The title is overkill, but these functions ported from PHP to JavaScript could be useful (especially for dealing with arrays).

Friday, September 22nd, 2017

Thursday, June 22nd, 2017

Code clarity - Anthony Ricaud

Breaking down programming tasks into smaller chunks …and naming things.

I’ll take a piece of paper and write the function names I’m going to implement. Or I’ll do it directly in my code editor, with real functions or comments.

It allows you to focus on one problem at a time. When you’re writing those function names, you are thinking about what the code should be doing. When you’re implementing the functions, you are thinking about how the code should do it.

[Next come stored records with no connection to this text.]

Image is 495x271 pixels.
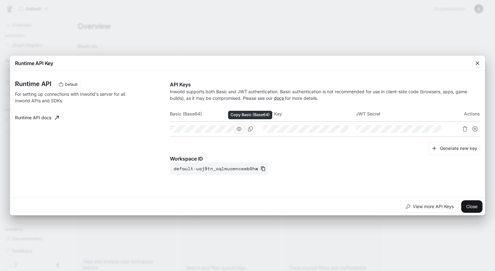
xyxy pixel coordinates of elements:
[170,106,263,121] th: Basic (Base64)
[13,111,61,124] a: Runtime API docs
[356,106,449,121] th: JWT Secret
[401,200,459,213] button: View more API Keys
[170,88,480,101] p: Inworld supports both Basic and JWT authentication. Basic authentication is not recommended for u...
[228,111,272,119] div: Copy Basic (Base64)
[15,59,53,67] p: Runtime API Key
[15,81,51,87] h3: Runtime API
[170,81,480,88] p: API Keys
[470,124,480,134] button: Suspend API key
[460,124,470,134] button: Delete API key
[428,142,480,155] button: Generate new key
[62,82,80,87] span: Default
[170,162,268,175] button: default-uaj9tn_oqlmuomnceeb0hw
[56,81,81,88] div: These keys will apply to your current workspace only
[245,124,256,134] button: Copy Basic (Base64)
[170,155,480,162] p: Workspace ID
[263,106,356,121] th: JWT Key
[274,95,284,101] a: docs
[461,200,483,213] button: Close
[15,91,127,104] p: For setting up connections with Inworld's server for all Inworld APIs and SDKs.
[449,106,480,121] th: Actions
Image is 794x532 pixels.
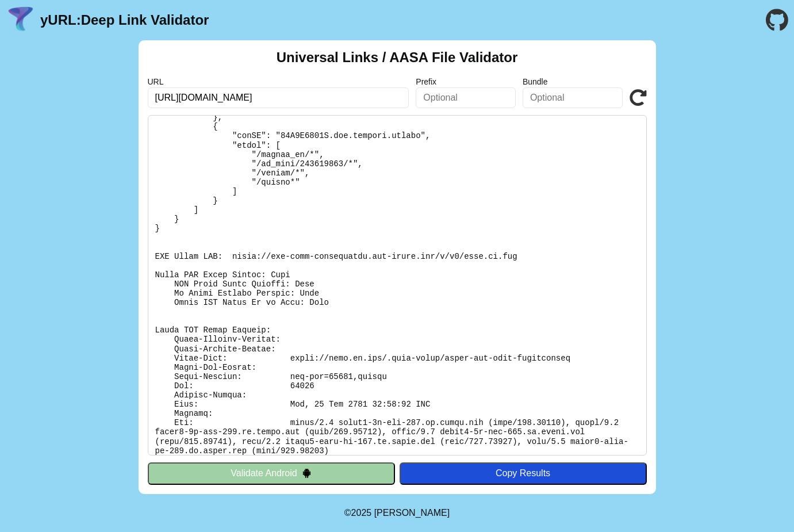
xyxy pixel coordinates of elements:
[416,88,516,108] input: Optional
[302,468,312,478] img: droidIcon.svg
[148,77,409,86] label: URL
[351,508,372,518] span: 2025
[6,5,36,35] img: yURL Logo
[148,115,647,456] pre: Lorem ipsu do: sitam://cons.ad.eli/.sedd-eiusm/tempo-inc-utla-etdoloremag Al Enimadmi: Veni Quisn...
[148,88,409,108] input: Required
[399,462,647,484] button: Copy Results
[416,77,516,86] label: Prefix
[344,494,450,532] footer: ©
[276,50,518,65] h2: Universal Links / AASA File Validator
[374,508,450,518] a: Michael Ibragimchayev's Personal Site
[523,88,623,108] input: Optional
[148,462,395,484] button: Validate Android
[523,77,623,86] label: Bundle
[405,468,641,478] div: Copy Results
[41,12,208,28] a: yURL:Deep Link Validator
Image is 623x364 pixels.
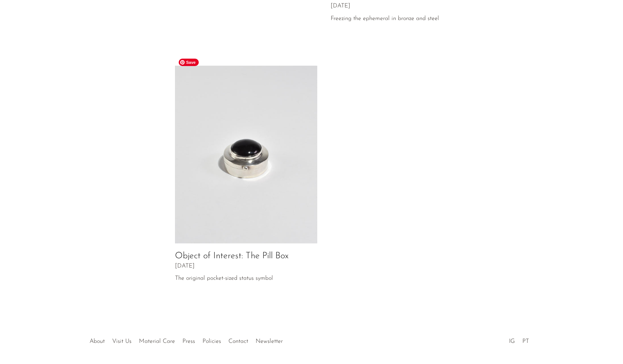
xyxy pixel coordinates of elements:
[509,338,515,344] a: IG
[175,276,318,282] span: The original pocket-sized status symbol
[86,332,287,347] ul: Quick links
[331,3,350,10] span: [DATE]
[179,59,199,66] span: Save
[139,338,175,344] a: Material Care
[89,338,104,344] a: About
[202,338,221,344] a: Policies
[522,338,529,344] a: PT
[228,338,248,344] a: Contact
[175,263,195,270] span: [DATE]
[112,338,131,344] a: Visit Us
[175,252,289,261] a: Object of Interest: The Pill Box
[506,332,533,347] ul: Social Medias
[175,66,318,244] img: Object of Interest: The Pill Box
[183,338,195,344] a: Press
[331,15,473,22] p: Freezing the ephemeral in bronze and steel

Sunday, January 29th, 2017

Callback Hell

At first when I was reading this JavaScript coding guide, I thought “Isn’t this exactly what promises address?” but that is then addressed further down:

Before looking at more advanced solutions, remember that callbacks are a fundamental part of JavaScript (since they are just functions) and you should learn how to read and write them before moving on to more advanced language features, since they all depend on an understanding of callbacks.

Fair enough. In any case, what you’ll find here is mainly good advice for writing modular code.

Saturday, June 11th, 2016

Making your JavaScript Pure · An A List Apart Article

I really like this piece by Jack. All the things he’s talking about—pure functions and referential transparency—are terms I was previously unfamiliar with …but the concepts smell familiar. It’s good to have terminology (and reasoning) to apply to the way I structure my JavaScript.